We’re in a society where we pay when they’re sick. We pay to fix sick. Unfortunately, up until recently, we haven’t rewarded wellness. We haven’t paid for prevention. We haven’t paid for well-being. We haven’t paid for helping people be their best versions of themselves.

So, yes, I think we’ll one day see more silos broken down. But I think there are a lot of headwinds now. That’s just how economics and people work. But there is huge movement from payers like Humana and integrated delivery systems like University of Pittsburgh Medical Center. Many of these big groups are moving toward an integrated delivery model.

How have you had to change as a person and as a leader since launching Lifesprk?

Oh, geez. I definitely listen more and do less. When you’re starting up a company, as an entrepreneur, there’s a lot of things that your hands are in. As I’ve grown and as the business has grown, I realize that I have to be more of an observer and listener, putting myself in the right places at the right time. It’s a mistake to try to put myself everywhere, all of the time.

One of my main jobs now is making sure the talent continues to flow into the company. Sometimes you just have to remind yourself to step back and let your people do the job. It’s stepping aside and allowing greatness to happen. When you have capable, talented people, you sometimes just need to say, “Don’t screw it up.”

And as it relates to the overall changemaker conversation, sometimes it’s not forcing the change all at once. It’s about having that persistence and resilience. You have to have good self-awareness.

How do you see Lifesprk changing even further moving forward? I know you raised your first Series A this year.

It’s not about raising the money. It’s not about having another badge on my chest. What’s happening for the future? What am I bullish on? I believe that Lifesprk has to continue to aggregate the most talented people in the world. People like Dr. Bill Thomas, our independence officer. People like Richard Leider. We have so many great people on our leadership team.

Now, when it comes to scale, I think we’ve gotten the model down, finally, after 15 years. I think the model is clear. And it’s not something we have to continue to reshape. Now we need to execute it. We’re looking to fuel that implementation and integration. We are going to raise capital to make sure that we don’t under-invest in the opportunity that we see. I could have, obviously raised money 10 years ago, five years ago, even at the very beginning. But I didn’t do it, because I wanted to have the creative freedom and control of Lifesprk.

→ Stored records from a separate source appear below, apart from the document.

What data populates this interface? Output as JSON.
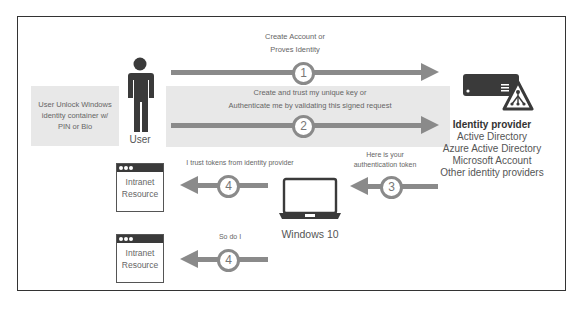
{
  "diagram": {
    "type": "Windows Hello authentication flow",
    "user": {
      "label": "User",
      "unlock_note": [
        "User Unlock Windows",
        "identity container w/",
        "PIN or Bio"
      ]
    },
    "steps": [
      {
        "number": "1",
        "direction": "right",
        "label_lines": [
          "Create Account or",
          "Proves Identity"
        ]
      },
      {
        "number": "2",
        "direction": "right",
        "label_lines": [
          "Create and trust my unique key or",
          "Authenticate me by validating this signed request"
        ]
      },
      {
        "number": "3",
        "direction": "left",
        "label_lines": [
          "Here is your",
          "authentication token"
        ]
      },
      {
        "number": "4",
        "direction": "left",
        "label_lines": [
          "I trust tokens from identity provider"
        ]
      },
      {
        "number": "4",
        "direction": "left",
        "label_lines": [
          "So do I"
        ]
      }
    ],
    "identity_provider": {
      "title": "Identity provider",
      "items": [
        "Active Directory",
        "Azure Active Directory",
        "Microsoft Account",
        "Other identity providers"
      ]
    },
    "device": {
      "label": "Windows 10"
    },
    "resources": [
      {
        "label_lines": [
          "Intranet",
          "Resource"
        ]
      },
      {
        "label_lines": [
          "Intranet",
          "Resource"
        ]
      }
    ],
    "colors": {
      "arrow": "#8a8a8a",
      "shade": "#e8e8e8",
      "icon_dark": "#3a3a3a",
      "border": "#333333"
    }
  }
}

We’re also betting big on analytics, data and information. We’re investing a lot in an electronic life record based on wellness. Not another medical record, but a life record that stays with a person through his or her entire life. It’s like a deeper EMR that, along with all the cost information, includes data on purpose, passion and identity. It includes a person’s plan, their goals, their wishes, and it tracks it and mines that wisdom to deliver much better value over time. Technology and tech enablement are a big part of our future.

What’s something you never want to change about Lifesprk or about yourself?

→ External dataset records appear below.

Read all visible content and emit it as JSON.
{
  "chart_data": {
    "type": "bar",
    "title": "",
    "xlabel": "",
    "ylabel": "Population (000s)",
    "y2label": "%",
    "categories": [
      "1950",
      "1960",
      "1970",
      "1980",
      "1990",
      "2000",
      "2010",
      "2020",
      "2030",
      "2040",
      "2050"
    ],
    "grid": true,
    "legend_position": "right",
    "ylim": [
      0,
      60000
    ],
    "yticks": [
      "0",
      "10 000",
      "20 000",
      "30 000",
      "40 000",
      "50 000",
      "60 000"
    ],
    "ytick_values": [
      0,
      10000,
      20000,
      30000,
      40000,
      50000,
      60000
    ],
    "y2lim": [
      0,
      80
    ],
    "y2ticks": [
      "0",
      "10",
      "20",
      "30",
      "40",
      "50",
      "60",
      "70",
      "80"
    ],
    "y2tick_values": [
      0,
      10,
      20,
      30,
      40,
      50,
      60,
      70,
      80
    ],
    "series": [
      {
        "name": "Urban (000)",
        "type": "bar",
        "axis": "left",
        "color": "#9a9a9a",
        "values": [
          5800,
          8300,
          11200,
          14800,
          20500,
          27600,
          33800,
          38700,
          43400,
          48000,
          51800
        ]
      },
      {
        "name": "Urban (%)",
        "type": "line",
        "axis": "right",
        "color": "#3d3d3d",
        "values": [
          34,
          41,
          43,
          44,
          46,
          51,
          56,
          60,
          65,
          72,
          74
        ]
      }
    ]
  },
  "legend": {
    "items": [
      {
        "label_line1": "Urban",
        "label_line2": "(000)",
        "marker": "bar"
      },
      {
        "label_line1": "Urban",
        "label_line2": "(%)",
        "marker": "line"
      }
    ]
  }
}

We’ve been successful. I could retire. I could sell the company, make a lot of money and go do the things that I like to do. But that’s not at all how I think. I don’t want to ever change by losing my passion. And that’s something I never want to see change about Lifesprk. The culture of the company is something that’s sacred. It would destroy me to see that culture, our collective passion for wellness, get destroyed, tainted or seduced.